The Anti-Corruption Court in Islamabad on Monday (December 24) sentenced former Prime Minister Nawaz Sharif to seven years in prison for graft, while a Joint Investigation Team (JIT) constituted on the orders of the Supreme Court to investigate the multi-billion rupees fake-accounts scam, has held former President Asif Zardari responsible for the suspicious transactions.
Nawaz Sharif could not prove the source of income related to the ownership of a steel mill in Saudi Arabia, the anti-corruption court said in its ruling.
Nawaz has also been fined $ 25 million.
His two sons, Hassan and Hussain, who are not in Pakistan, were declared absconders by the court.
Nawaz Sharif was released on bail in September after a court in Islamabad suspended his 10-year sentence on corruption charges. He had been imprisoned two months earlier on charges of failing to disclose the source of his wealth.
This followed a long-running case related to his family's ownership of luxury properties in London.
Documents leaked from the Panama-based law firm Mossack Fonseca in 2016 had revealed that Nawaz Sharif's children had links to offshore companies, which were used to buy assets including the London apartments.
Nawaz Sharif removed from office in Panama Papers case
In July 2017, Pakistan's supreme court removed the prime minister, Nawaz Sharif, from office in a unanimous verdict over corruption allegations.
The verdict by the five-member court capped a year of political controversy over corruption allegations unleashed by the 2016 Panama Papers leak.
The papers linked Sharif's children to the purchase of London property through offshore companies in the British Virgin Islands in the early 1990s. At that time the children were minors, and the purchase is assumed to have been made by Sharif.
In its ruling, the court referred all material gathered in the investigation to the court of the national accountability bureau, and recommended opening cases against Sharif, his three children, Mariam, Hassan and Hussain, his son-in-law Muhammad Safdar, and his finance minister Ishaq Dar.
Zardari, Omni Group responsible in fake-accounts scam
In another mega-corruption case, the JIT constituted on the orders of the Supreme Court to investigate the multi-billion rupees fake-accounts scam, has held former president Asif Zardari and his Omni Group responsible for the suspicious transactions.
The JIT Monday presented its probe report before the two-judge bench headed by Chief Justice Mian Saqib Nisar.
The JIT that has been investigating the fake-accounts case recommended a legal course against some 415 key individuals and around 172 entities allegedly involved in transactions of approximately Rs 220 billion through 104 fake accounts.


### EXERCISE OBJECTIVE
Copy each line of the records that includes "diagram".

### DATA RECORDS
☆ ☆ ☆ ☆ ☆ ☆ ☆

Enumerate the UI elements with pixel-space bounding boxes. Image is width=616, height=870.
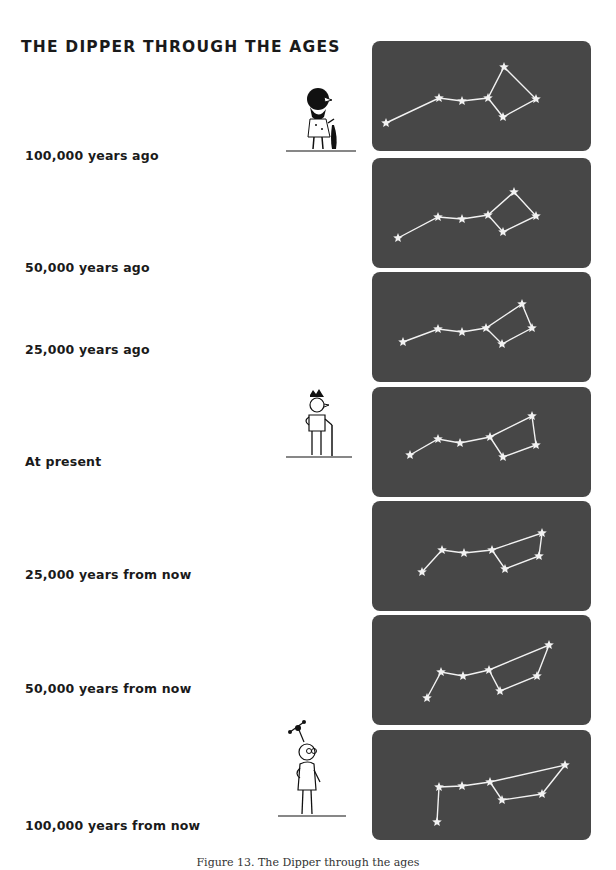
- dipper-panel: [372, 387, 591, 497]
- star-icon: [498, 452, 508, 461]
- era-label: 100,000 years from now: [25, 818, 200, 833]
- era-label: 50,000 years ago: [25, 260, 150, 275]
- constellation-lines: [386, 67, 536, 123]
- star-icon: [497, 795, 507, 804]
- star-icon: [457, 96, 467, 105]
- star-icon: [457, 214, 467, 223]
- constellation-lines: [403, 304, 532, 344]
- star-icon: [500, 564, 510, 573]
- figure-caption: Figure 13. The Dipper through the ages: [0, 856, 616, 869]
- star-icon: [534, 551, 544, 560]
- dipper-panel: [372, 41, 591, 151]
- era-label: At present: [25, 454, 101, 469]
- era-label: 100,000 years ago: [25, 148, 159, 163]
- dipper-panel: [372, 272, 591, 382]
- page-title: THE DIPPER THROUGH THE AGES: [21, 38, 341, 56]
- constellation-diagram: [372, 501, 591, 611]
- constellation-lines: [437, 765, 565, 822]
- dipper-panel: [372, 615, 591, 725]
- star-icon: [484, 665, 494, 674]
- star-icon: [455, 438, 465, 447]
- star-icon: [405, 450, 415, 459]
- star-icon: [457, 327, 467, 336]
- dipper-panel: [372, 501, 591, 611]
- star-icon: [433, 212, 443, 221]
- constellation-diagram: [372, 41, 591, 151]
- star-icon: [487, 545, 497, 554]
- modern-man-illustration: [278, 381, 358, 465]
- era-label: 50,000 years from now: [25, 681, 191, 696]
- star-icon: [422, 693, 432, 702]
- star-icon: [381, 118, 391, 127]
- star-icon: [398, 337, 408, 346]
- star-icon: [560, 760, 570, 769]
- constellation-diagram: [372, 387, 591, 497]
- star-icon: [437, 545, 447, 554]
- star-icon: [434, 93, 444, 102]
- star-icon: [485, 432, 495, 441]
- star-icon: [459, 548, 469, 557]
- constellation-diagram: [372, 158, 591, 268]
- star-icon: [527, 323, 537, 332]
- star-icon: [432, 817, 442, 826]
- constellation-lines: [398, 192, 536, 238]
- dipper-panel: [372, 158, 591, 268]
- constellation-diagram: [372, 615, 591, 725]
- constellation-diagram: [372, 730, 591, 840]
- star-icon: [393, 233, 403, 242]
- caveman-illustration: [280, 75, 360, 159]
- star-icon: [436, 667, 446, 676]
- constellation-lines: [410, 416, 536, 457]
- era-label: 25,000 years ago: [25, 342, 150, 357]
- constellation-diagram: [372, 272, 591, 382]
- star-icon: [495, 686, 505, 695]
- star-icon: [531, 440, 541, 449]
- star-icon: [458, 671, 468, 680]
- era-label: 25,000 years from now: [25, 567, 191, 582]
- star-icon: [544, 640, 554, 649]
- star-icon: [485, 777, 495, 786]
- future-man-illustration: [270, 720, 350, 824]
- star-icon: [433, 324, 443, 333]
- dipper-panel: [372, 730, 591, 840]
- star-icon: [483, 93, 493, 102]
- star-icon: [532, 671, 542, 680]
- star-icon: [457, 781, 467, 790]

☆ ☆ ☆ ☆ ☆ ☆ ☆

### REPLY TO THE EXERCISE
- constellation-diagram: [372, 501, 591, 611]
- constellation-diagram: [372, 41, 591, 151]
- constellation-diagram: [372, 387, 591, 497]
- constellation-diagram: [372, 158, 591, 268]
- constellation-diagram: [372, 615, 591, 725]
- constellation-diagram: [372, 730, 591, 840]
- constellation-diagram: [372, 272, 591, 382]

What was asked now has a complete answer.